Those twin developments offered starkly different visions for the future of science. The first would lead to a world in which a Canadian-led open science movement would sidestep the ruthlessness of the market and radically democratize global access to vaccines. The second would lead to untold profits and restrict discoveries to the select few who could pay for them.

But as the story of the COVID-19 vaccines has made obvious, Dr. Brunham was on the losing side: A system of open science to share medical discoveries to all who need them was steamrolled in the face of profitmaking. He failed to bring an open-science SARS vaccine to market, although this was through no fault of his own. His team had developed three promising candidates and was poised to start human clinical trials as soon as a new wave of SARS cases surged. But the SARS virus just simply wasn’t well adapted enough to continue spreading through human populations, and he was left waiting for a wave of infections that never materialized.

Subsequently, the pharmaceutical industry further consolidated its monopoly on scientific discovery. Scientists, whether in academia, biotech or the pharmaceutical industry, now take it for granted that any discoveries they make will be patented, commercialized and released onto the market to maximize profits rather than access. Between 2003 and 2020, global pharmaceutical revenues grew from roughly US$500-billion to US$1.3-trillion a year, an increase of more than 150 per cent.

Because there is little market incentive to produce vaccines for viruses that haven’t proved troublesome for high-income countries, only one vaccine was brought to market in the 50 years before the COVID-19 vaccines of 2020. Dr. Venter’s vision of the inevitability of for-profit science largely won the day. With it grew an increasingly moribund industry that prioritized sure-fire moneymakers over vaccines that, while not promising revenues, could end diseases affecting millions of people in low- and middle-income countries.

This could not have come at a worse time. More novel pandemic-ready pathogens emerged in the first two decades of the 21st century compared with the entirety of the 20th century. And while each of these new pathogens – including MERS, Zika and Chikungunya – reinforced the fact that humanity was accelerating toward a pandemic, the market incentive to produce vaccines became weaker than it had ever been. What’s more, the for-profit model for vaccine production all but ensured that even if a vaccine were developed, access would largely depend on who had the resources to pay for them.

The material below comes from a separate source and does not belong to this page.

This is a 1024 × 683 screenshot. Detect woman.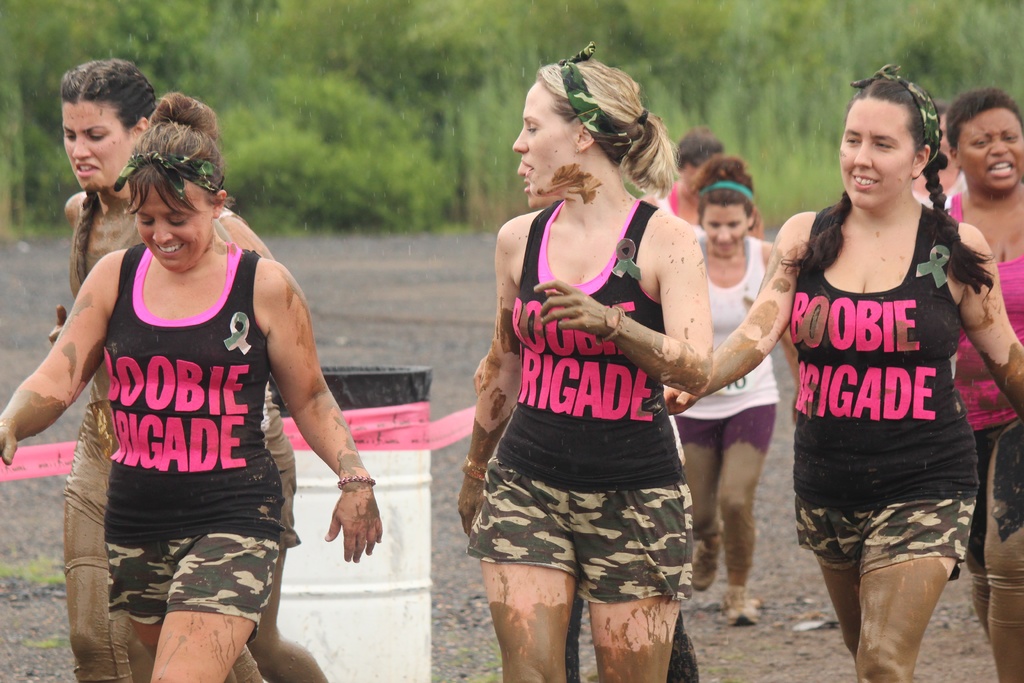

Fast forward to the present and the worst fears that vaccinologists such as Dr. Brunham had about restricted access to vaccines have come true. Two years into the pandemic, Canada – one of the wealthiest countries on the planet – is offering third-dose COVID-19 vaccine boosters to its citizens, who are among the most highly vaccinated in the world. Meanwhile, only about 10 per cent of people in low-income countries have been given the minimum two doses.

The irony is that, in the wake of the COVID-19 pandemic, Canada has been scrambling to position itself as a bastion of open science. In February, 2020, the Canadian government published, with great fanfare, a “Roadmap for Open Science” that would make government-funded research open and accessible to all, no strings – or patents – attached. One of the key goals of that roadmap is to accelerate scientific discovery so that the fruits of Canadian science can be exported far and wide. That was followed up in a September, 2020, announcement that Canada would donate $220-million to COVAX, an international consortium that used early vaccine purchases by wealthy countries to support delivery of doses to low- and middle-income ones.

Sadly, that commitment to the twin goals of open science and global vaccine equity quickly came crashing down to earth. In February, 2021, Canada used a clause in its agreement with COVAX to take 1.9 million doses from the global pool. It was an audacious move diametrically opposed to the spirit of vaccine equity. It also directly reduced the number of vaccines available for poorer countries. Meanwhile, Canada has failed to meaningfully invest in open-science initiatives.

That’s not for lack of options: The Viral Interruption Medicines Initiative, led by Canadian open science visionary Aled Edwards, has been lobbying the federal government for support. Dr. Edwards and his team have proposed developing a patent-less network of scientists to develop broad-based antiviral treatments that can prime the human body against attacks from known viruses and those that may emerge in the future. It’s an audacious and forward-thinking plan that Canada has so far failed to embrace.

It’s also the kind of initiative that could put our country at the forefront of open science discovery, at a time when the limits and cruelty of the for-profit approach to pandemic prevention have never been more glaring.